Using What’s Going Well to Change Our Language

Language is embedded in everything around us. It doesn’t just impact how we think, it is how we think. It’s the start of a chain reaction: how we think greatly impacts what we believe, and what we believe impacts the actions we take or don’t take, which eventually shapes our reality.

That means when we begin in a negative place—when our language dwells on what we dislike, or what is frustrating, or what we’re lacking—we’re more likely to act in negative ways, too. When we instead start in a place of gratitude and appreciation, we’re more likely to find that our language, our thoughts, our beliefs and, ultimately, our actions, stem from the same positivity.

Gratitude is the worlds most beautiful language and the most genuine way for people to interact.
— Master Cheng Yen

Adopting the language of gratitude and appreciation starts with focusing on What’s Going Well, which itself starts with choosing to pay attention to the good in our lives. Taking a casual approach to our focus can be harmful to our well-being; if we aren’t intentional, we’re much more likely to fall back into negativity.

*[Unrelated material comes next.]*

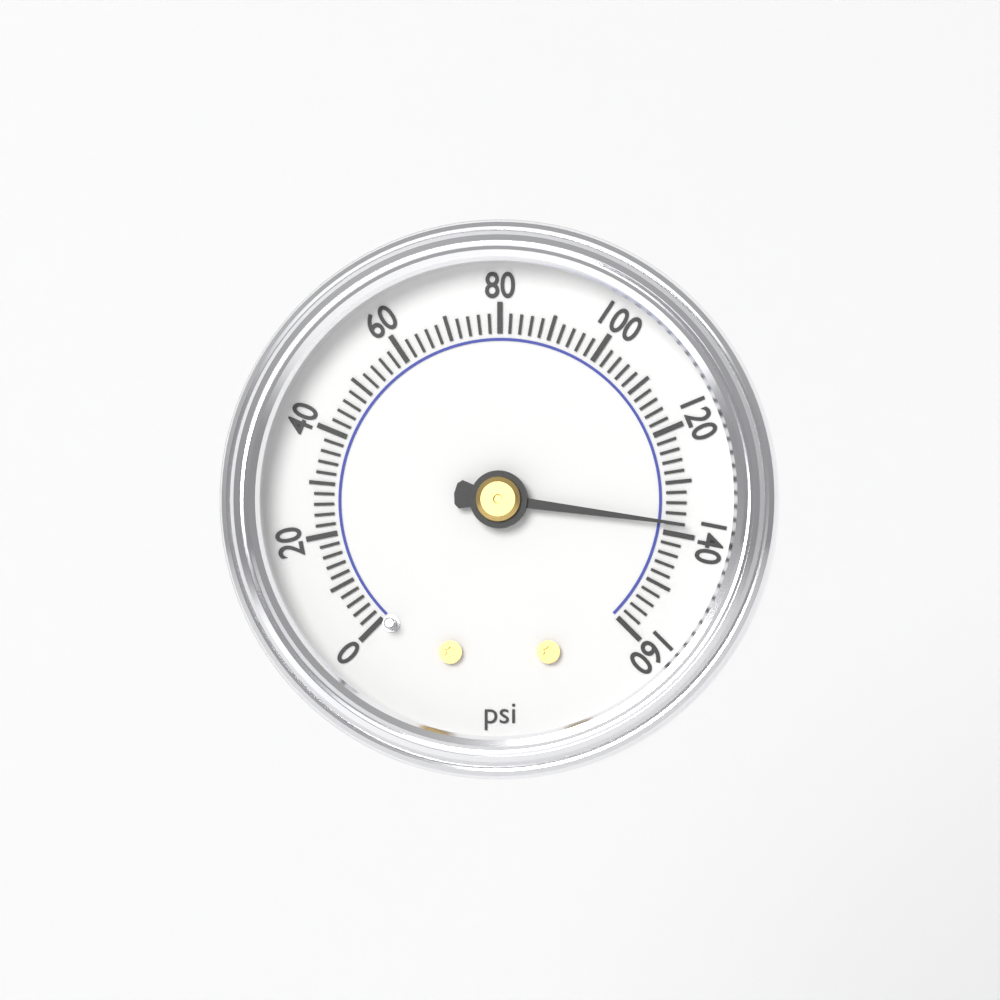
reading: 138 psi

Negativity is easy, it comes to us more naturally. So being able to recognize when we’re falling back into it is a crucial first step.

Of course, we can’t always control what we encounter. But we can control how we engage with it and how we respond to it.

Coming at every interaction—with people and media—with a What’s Going Well mindset allows us to be more optimistic and retrain our brains to lose the doomsday mentality. Changing our internal language to find the silver linings in turn makes us catalysts for that positivity not just in our own lives, but in the people we connect with, too.

Language exerts hidden power, like the moon on the tides.